With the culmination of the month-long Worst or “Worst” feature on some of the alleged worst films ever made, what a better way to return to the weekly Midnight Screening series than a great film about the guy who made some of the alleged worst movies ever made…
The Wages ofFear, Henri-Georges Clouzot’s famed French-Italian white-knuckle thriller was and is almost incomparable as an exercise in hair-raising. It is so well edited, choreographed, acted, and composed that one almost wishes to reduce it to the level of thriller alone (not that, with this skill, it would be “reducing” per-se). Yet Clouzot was not, nor was he ever, simply content to thrill. His scabrous films simply used the conventions of thriller cinema to chill to the bone, to indict and valuate, to scare, to hope, and to leave nothing in their wake. His 1953 work is absolutely one of the most thrilling films ever released, yet this does the texture of the piece a disservice. If it is Hitchcockian, and Hitch is the director Clouzot is almost always compared to, then it evokes Hitch on all his levels, not simply thrilling but tacitly provoking and confronting society’s very base construction and the nastier aspects of the human condition under a thin membrane of sharply composed set pieces.
There are precious few films about childhood. Many aim for an audience of children, but most look down upon them in their assumption that they will eat up any and all immature entertainment simply because it is handed to them. It is the rare film that tries to peel back the layers behind childhood and to give us a look at what growing up entails. Because it is difficult to focus on children in film without rendering them types, either immature simpletons who do not understand the world or wise-beyond-their-years precocious types who “know” better than the adults around them, it is rarer that a film succeeds at presenting childhood with a quiet sigh, knowing a certain maturity without ever losing itself in the adult desire to judge and moralize to children. There have been a number of great films about childhood, but none stand taller than Francois Truffaut’s debut film, the work that kicked off perhaps the most important movement in film history, the French New Wave: The 400 Blows.

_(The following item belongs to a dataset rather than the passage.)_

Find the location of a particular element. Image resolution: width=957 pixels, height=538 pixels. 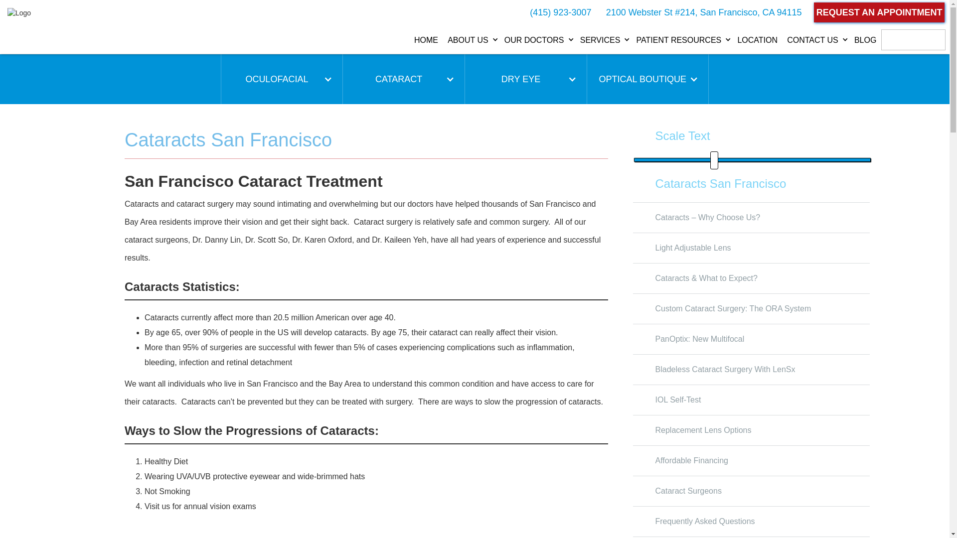

About Us is located at coordinates (471, 41).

In honor of their seventy-fifth anniversary in 2015, I present a pair of reviews for my two favorite Disney animated releases, both released in the same year, 1940, and both far more challenging and transformative than any feature film the company has yet released since. The two introductory paragraphs of the reviews are identical or nearly identical, but the meat of the reviews are film-specific.